Data Management

What a Nonprofit Data Manager Actually Does (And Why Your ED Is Probably Doing It by Accident)

Joshua Barillas  ·  April 22, 2026  ·  3 min read

Somewhere in your organization, someone is doing data work that nobody hired them to do.

Maybe it's the Executive Director (ED), pulling spreadsheets together at 11pm before a board meeting. Maybe it's the development coordinator who built the donor tracking system because nobody else would. Maybe it's a program manager who keeps their own Excel file because the main database can't be trusted.

This person is your de facto data manager. They just don't know it, and neither does anyone else.

What a data manager actually does

In large nonprofits, the data manager role is formal. They own the CRM, set entry standards, run quality audits, build reports, and train staff. It's a full-time job.

In small nonprofits, those same tasks still need to happen. They just get distributed invisibly across whoever has the skill and the time, which is usually the wrong combination of both.

Here's what ends up on someone's plate, whether they know it or not:

Record maintenance. Someone has to make sure donor records are accurate and deduplicated. Someone has to decide how names and addresses get formatted. Someone has to catch the duplicates before they compound.

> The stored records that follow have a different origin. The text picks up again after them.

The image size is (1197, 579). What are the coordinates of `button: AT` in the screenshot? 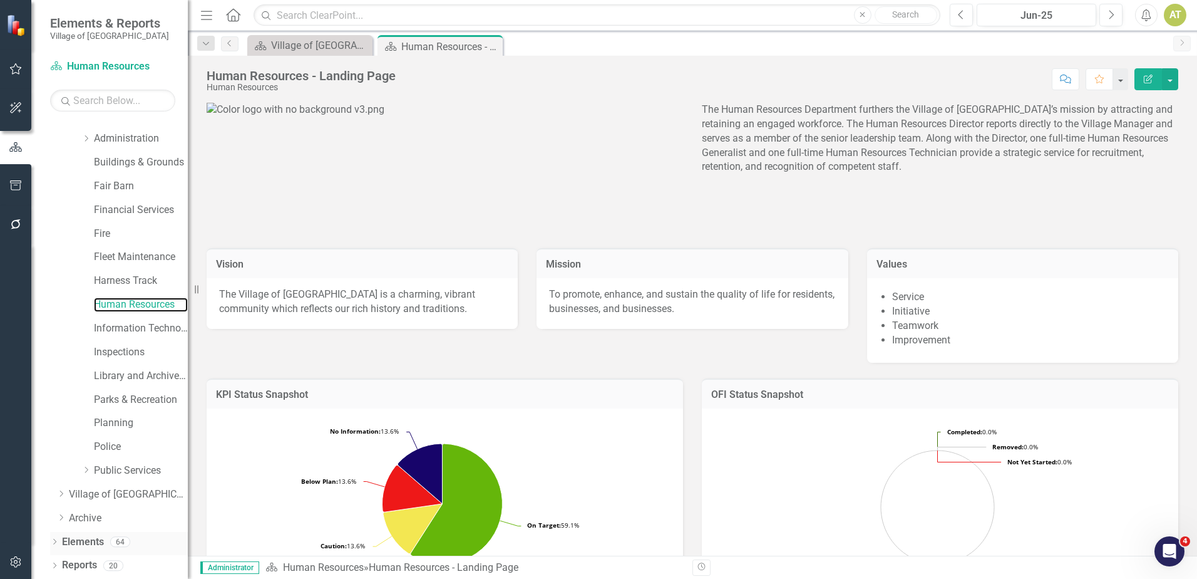 It's located at (1176, 15).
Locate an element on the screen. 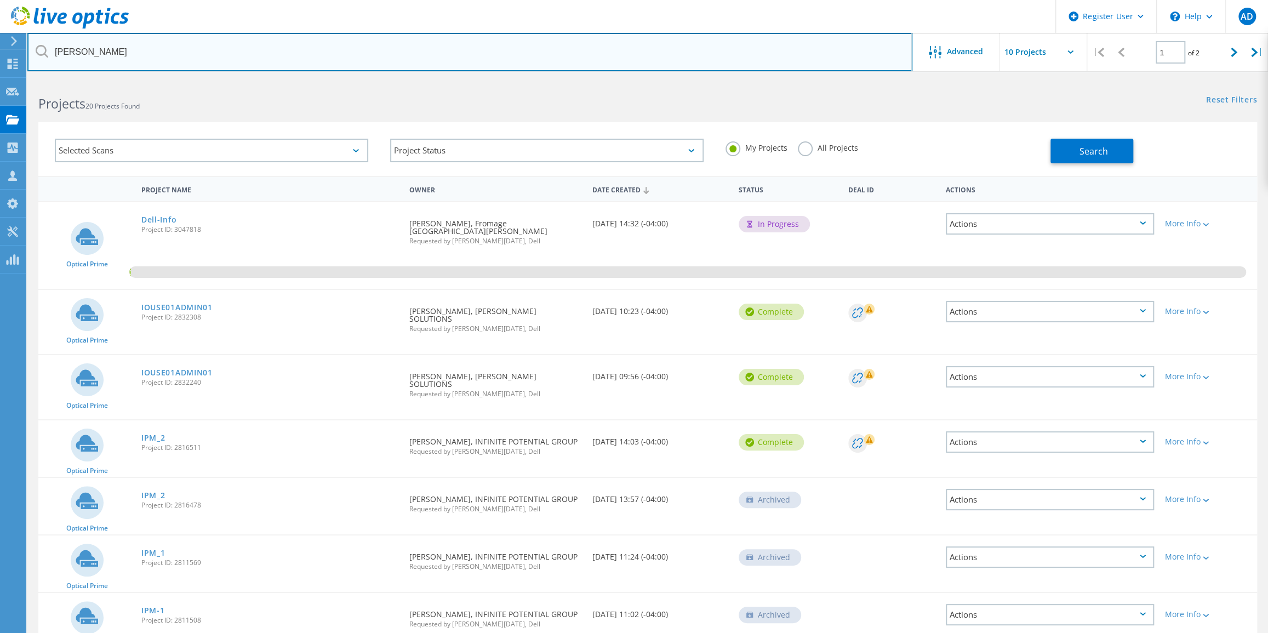  div: In Progress is located at coordinates (774, 224).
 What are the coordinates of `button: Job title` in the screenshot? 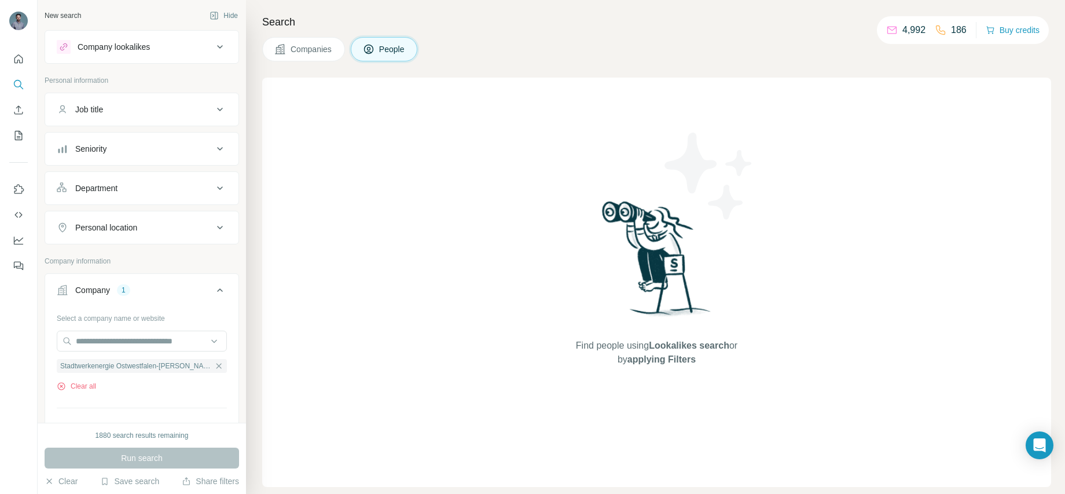 It's located at (142, 109).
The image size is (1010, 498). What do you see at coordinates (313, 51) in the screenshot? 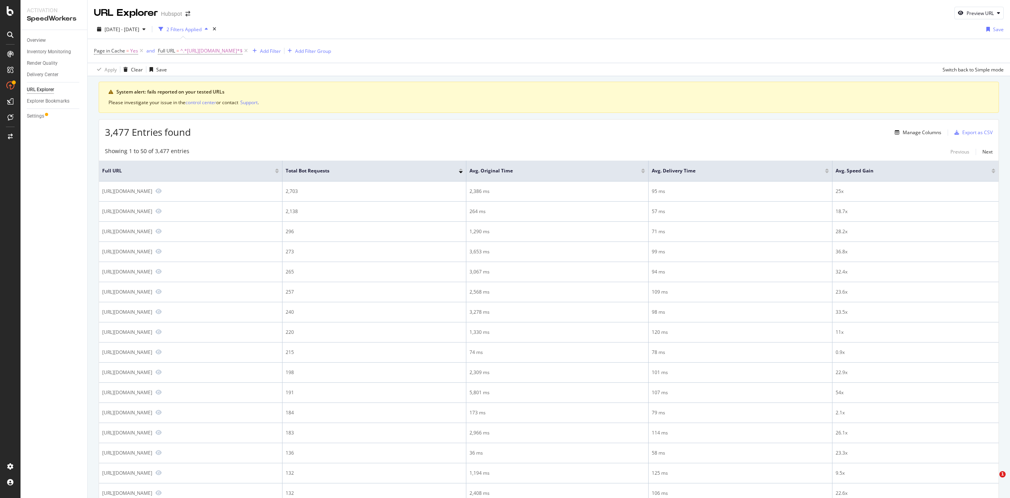
I see `div: Add Filter Group` at bounding box center [313, 51].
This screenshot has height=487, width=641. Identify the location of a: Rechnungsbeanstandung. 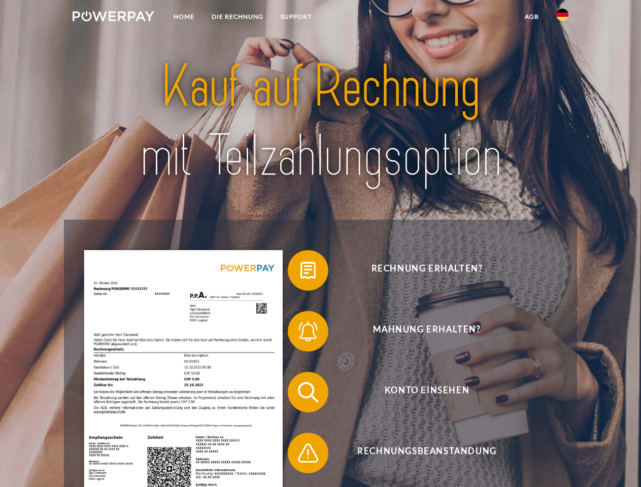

Reporting. Board reports, grant reports, program outcome summaries. Someone builds these. If they're built from scratch every time, that's a data management failure masquerading as a reporting task.

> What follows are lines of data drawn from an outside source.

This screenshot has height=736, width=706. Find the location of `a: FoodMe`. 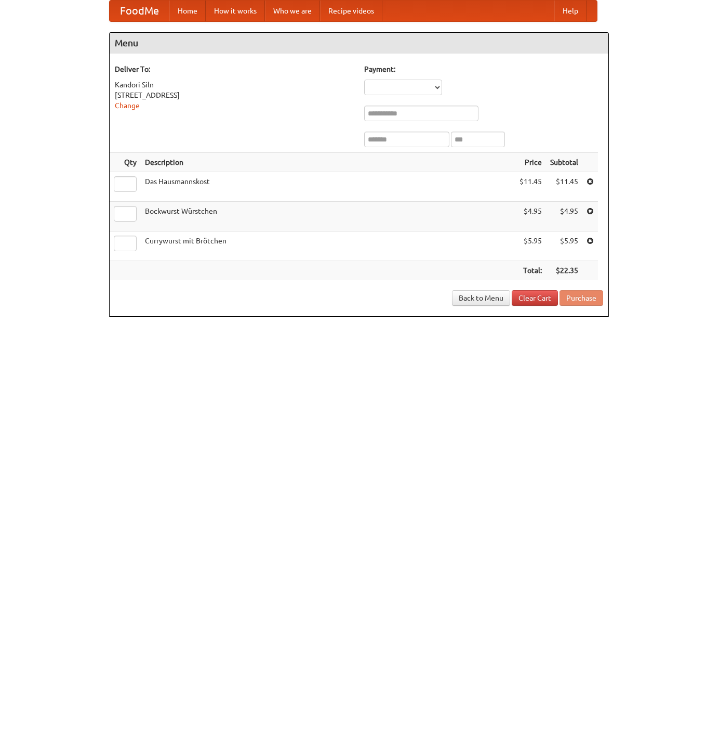

a: FoodMe is located at coordinates (139, 11).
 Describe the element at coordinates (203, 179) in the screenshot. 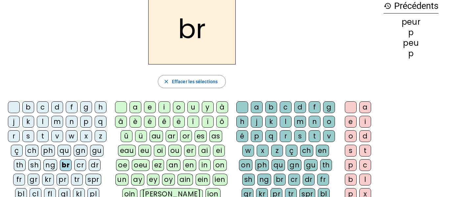

I see `div: ein` at that location.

Standards. How does your organization define a "served client"? What counts as a completed program? What's the difference between a lapsed and an inactive donor? If nobody has written these down, nobody is enforcing them, and your data is inconsistent.

System ownership. When your CRM has a problem, who calls the vendor? When a new staff member needs access, who sets them up? When the data looks wrong, who investigates? In small orgs, this often falls to whoever is least afraid of technology.

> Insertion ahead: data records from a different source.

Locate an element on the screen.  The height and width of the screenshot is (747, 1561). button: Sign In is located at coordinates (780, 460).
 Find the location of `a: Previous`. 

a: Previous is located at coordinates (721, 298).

Why the ED ends up holding it

Small nonprofits rarely hire for data skills. They hire for program knowledge, fundraising relationships, and operational capacity. Data is treated as something that comes with the systems, not something that requires active management.

So when nobody is assigned to it, it floats upward. And the person at the top of most small nonprofits is the ED.

This isn't a failure of leadership. It's a predictable outcome of how small organizations grow. The problem is that EDs are also responsible for strategy, fundraising, board management, and culture. Data work competes with all of that, and it usually loses.

The result: reports that take hours instead of minutes. Databases that staff don't trust. Grant applications that require two weeks of data cleanup to complete.

What to do about it

You don't need to hire a data manager. Most small nonprofits don't have the budget, and that's fine.

What you do need is someone who officially owns it, even at 10% of their time. A named person who sets entry standards, runs a quarterly cleanup, and is the first call when something looks wrong.

A few things that make this work:

Make it explicit. Add data stewardship to someone's job description. Even one line. It changes the psychology of the role.

Start with the most important system. You don't need to fix everything at once. Your donor CRM matters more than your program tracking spreadsheet. Start there.

Write down the standards. A one-page document covering how your organization enters names, addresses, gift types, and program codes prevents 80% of future data quality problems.

If you're not sure where the gaps are, our free Nonprofit Data Health Checklist is a good place to start. It covers the six areas where data management problems show up most often in small nonprofits.

Download the free Nonprofit Data Health Checklist

If you work through it and want to talk through what you find, I'm happy to do a free 30-minute discovery call.